As digital transformations continue to accelerate in the world, discourses of big data have come to dominate in a number of fields, from politics and economics, to media and education. But how can we really understand the digital world when so much of the writing through which we grapple with it remains deeply problematic?
In a compelling new work of feminist critical theory, Bassett, Kember and O'Riordan scrutinise many of the assumptions of a masculinist digital world, highlighting the tendency of digital humanities scholarship to venerate and essentialise technical forms, and to adopt gendered writing and citation practices. Contesting these writings, practices and politics, the authors foreground feminist traditions and contributions to the field, offering alternative modes of knowledge production, and a radically different, poetic writing style.

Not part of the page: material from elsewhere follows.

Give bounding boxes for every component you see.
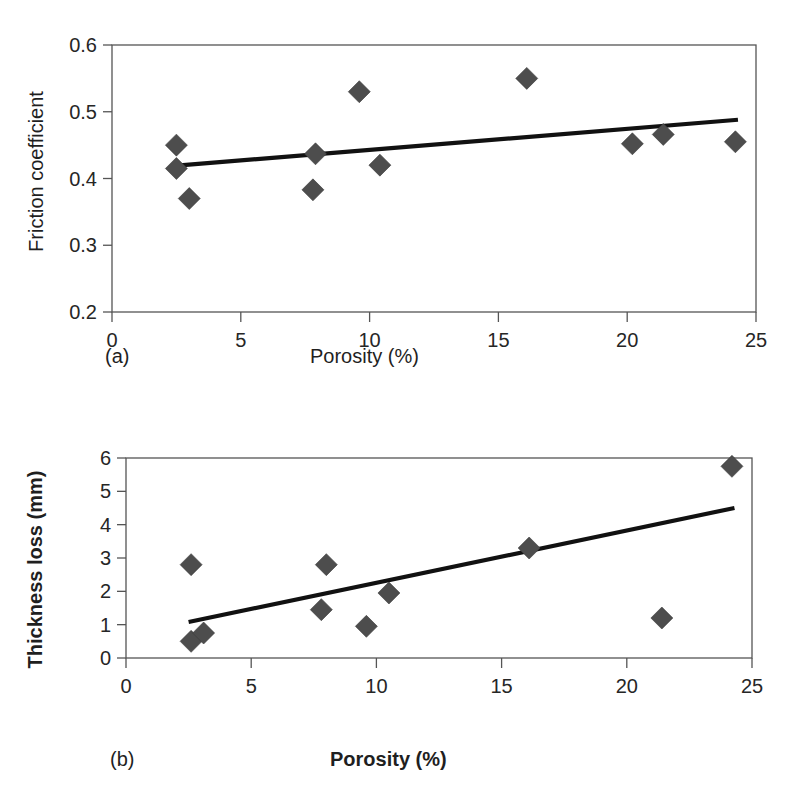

Through this prism, Furious brings into focus themes including the automation of home and domestic work, the Anthropocene, and intersectional feminist technofutures.

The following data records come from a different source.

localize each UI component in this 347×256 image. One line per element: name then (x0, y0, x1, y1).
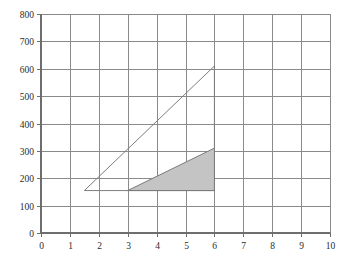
tick-label-y-200: 200 (20, 174, 35, 184)
tick-label-x-6: 6 (212, 241, 217, 251)
tick-label-x-9: 9 (299, 241, 304, 251)
tick-label-y-500: 500 (20, 92, 35, 102)
plot-background (41, 14, 330, 233)
tick-label-x-10: 10 (326, 241, 336, 251)
tick-label-x-4: 4 (155, 241, 160, 251)
chart-plot: 0100200300400500600700800 012345678910 (0, 0, 347, 256)
chart-container: 0100200300400500600700800 012345678910 (0, 0, 347, 256)
tick-label-y-600: 600 (20, 65, 35, 75)
tick-label-y-400: 400 (20, 120, 35, 130)
tick-label-x-2: 2 (97, 241, 102, 251)
tick-label-y-700: 700 (20, 37, 35, 47)
tick-label-x-8: 8 (270, 241, 275, 251)
x-axis-tick-labels: 012345678910 (39, 241, 335, 251)
tick-label-x-0: 0 (39, 241, 44, 251)
tick-label-y-100: 100 (20, 202, 35, 212)
tick-label-y-800: 800 (20, 10, 35, 20)
tick-label-x-7: 7 (241, 241, 246, 251)
y-axis-tick-labels: 0100200300400500600700800 (20, 10, 35, 239)
tick-label-x-5: 5 (184, 241, 189, 251)
tick-label-y-300: 300 (20, 147, 35, 157)
tick-label-x-1: 1 (68, 241, 73, 251)
tick-label-y-0: 0 (29, 229, 34, 239)
tick-label-x-3: 3 (126, 241, 131, 251)
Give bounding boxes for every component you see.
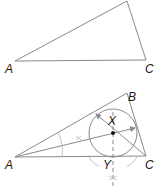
incenter-point <box>111 131 115 135</box>
label-bottom-B: B <box>128 90 136 104</box>
label-bottom-C: C <box>145 158 154 172</box>
label-Y: Y <box>103 158 112 172</box>
construction-mark-A <box>76 136 81 140</box>
label-X: X <box>107 114 117 128</box>
bisector-A <box>15 128 135 157</box>
triangle-top-outline <box>15 1 146 61</box>
triangle-bottom-outline <box>15 93 146 157</box>
diagram-canvas: A C B X Y A C <box>0 0 159 189</box>
triangle-bottom: B X Y A C <box>4 90 154 189</box>
bisector-C <box>96 114 146 156</box>
triangle-top: A C <box>4 1 154 76</box>
label-bottom-A: A <box>4 158 13 172</box>
label-top-A: A <box>4 62 13 76</box>
label-top-C: C <box>145 62 154 76</box>
construction-arc-Y-right <box>127 155 138 166</box>
construction-arc-A <box>58 132 63 157</box>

Caroline Bassett is Professor of Media and Communications at the School of Media Film and Music, University of Sussex, and Director of the Sussex Humanities Lab. She is the author of The Arc and the Machine (2007). Sarah Kember is Professor of New Technologies of Communication at Goldsmiths, University of London, and Director of Goldsmiths Press. She is the author of Cyberfeminism and Artificial Life (2003) and iMedia: The Gendering of Objects, Environments and Smart Materials (2016). Kate O'Riordan is Reader in Digital Media at the University of Sussex. Her research interests relate to cultural studies of emerging technologies, from the web in the 1990s to genome editing in 2014. She has authored and edited a number of books including Unreal Objects (Pluto, 2017) and The Genome Incorporated: Constructing Biodigital Identity (Routledge, 2016).